In an alley across the street, he glimpsed a rangy tow-headed young man about his age. He had strikingly blue eyes and a hungry look that was calculating rather than desperate. Owen ate the rest of his bread, afraid that if he didn’t it would be stolen from him.

The baker started sweeping inside his shop, stirring up a cloud of flour and powdered sugar rather than dirt and dust. The man grumbled to himself.

Owen licked his fingers, getting the last crumbs from the dry bread. He glanced across the street, but the blond-haired boy had vanished into the alley. So Owen screwed up his courage and stepped back into the bakery. The man frowned at him again—it seemed to be his natural expression—in response to Owen’s smile. “I can sweep for you, if you like.”

Though the baker hesitated, Owen stepped forward and relieved him of his broom. He applied himself with great energy to sweeping the floor, while the baker stared at him and reluctantly nodded. “Mind you do a good job.”

“Yes, sir.”

Owen swept, and the smells of the bakery made him dizzy. Though he had eaten the stale bread, it did little—nothing, actually—to dampen his hunger; it merely made him realize how very little he’d eaten in a long time. And there was so much bounty here.

“And do the walk in front, too,” the baker said as soon as Owen had finished sweeping the shop floor. So Owen did. He worked up a sweat, but he was satisfied with the job he had done. He came back inside, and the baker extended his hand. “Give me back my broom.” Owen returned it and waited, but the baker shooed him away. “Now out of my shop before you scare any customers.”

Owen’s heart fell. “But I was hoping . . . could you spare another roll? Or maybe one of those pastries?”

The baker looked offended. “No. Those are for sale.”

“But I just did the sweeping! I helped you—“

“I never promised you payment. If you’re fool enough to do work for free, I’d be a fool not to take advantage of it.”

Owen was as confused as he was indignant. No one in Barrel Arbor would ever be so ungrateful, and none of the carnies would have treated him so badly. When he’d pitched in with the dockworkers in Crown City, they had happily let him eat whatever fruit he liked. “But that’s not fair!”

The baker let out a sharp-edged chuckle. “If you think I’ll pay you just because you make me laugh, you’re sorely mistaken.”

Owen could not believe his ears. He had already endured a great deal, had been cheated repeatedly and robbed more than once. The baker had to have known that Owen expected payment. Why else would he have told Owen to sweep the front walk? If the man had taken his work with no intention of paying, then he had “robbed” Owen as surely as any other thief had. Anger simmered deep in Owen’s empty stomach. He didn’t like the way people lived here in Poseidon, or the rules by which they played. This was a barbaric society, just like the one he’d read about in the book the strange pedlar had given him before the rainshower.

As if wiping excrement from his shoe, the baker dismissed Owen and went back behind the counter. He chortled again, louder this time.

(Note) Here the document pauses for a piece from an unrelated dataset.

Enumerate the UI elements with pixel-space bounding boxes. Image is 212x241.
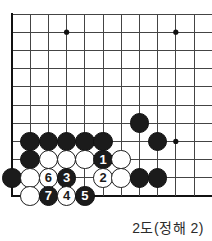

In a flash of poor judgment, Owen grabbed one of the pies on the bakery counter and pelted from the shop. His vision had focused down to a pinprick, and he ran down the street, clutching his stolen pie.

The baker burst out of the door of his shop, yelling, “Thief !” The word sounded
wrong
. The man was talking about
him
, and Owen had never been a thief, never even considered stealing. Nevertheless, he kept running, dodged into an alley, crossed to another street, and finally found a dark, quiet overhang, where he caught his breath, let his heart stop thudding. Then—even though he felt sick for having stolen—he ate his pie, a mixture of tart berries, all of which had large crunchy seeds, and very little sweetening. Nevertheless, to Owen, it was delicious, and when he finished devouring it, he looked up to see the tow-headed young man watching him.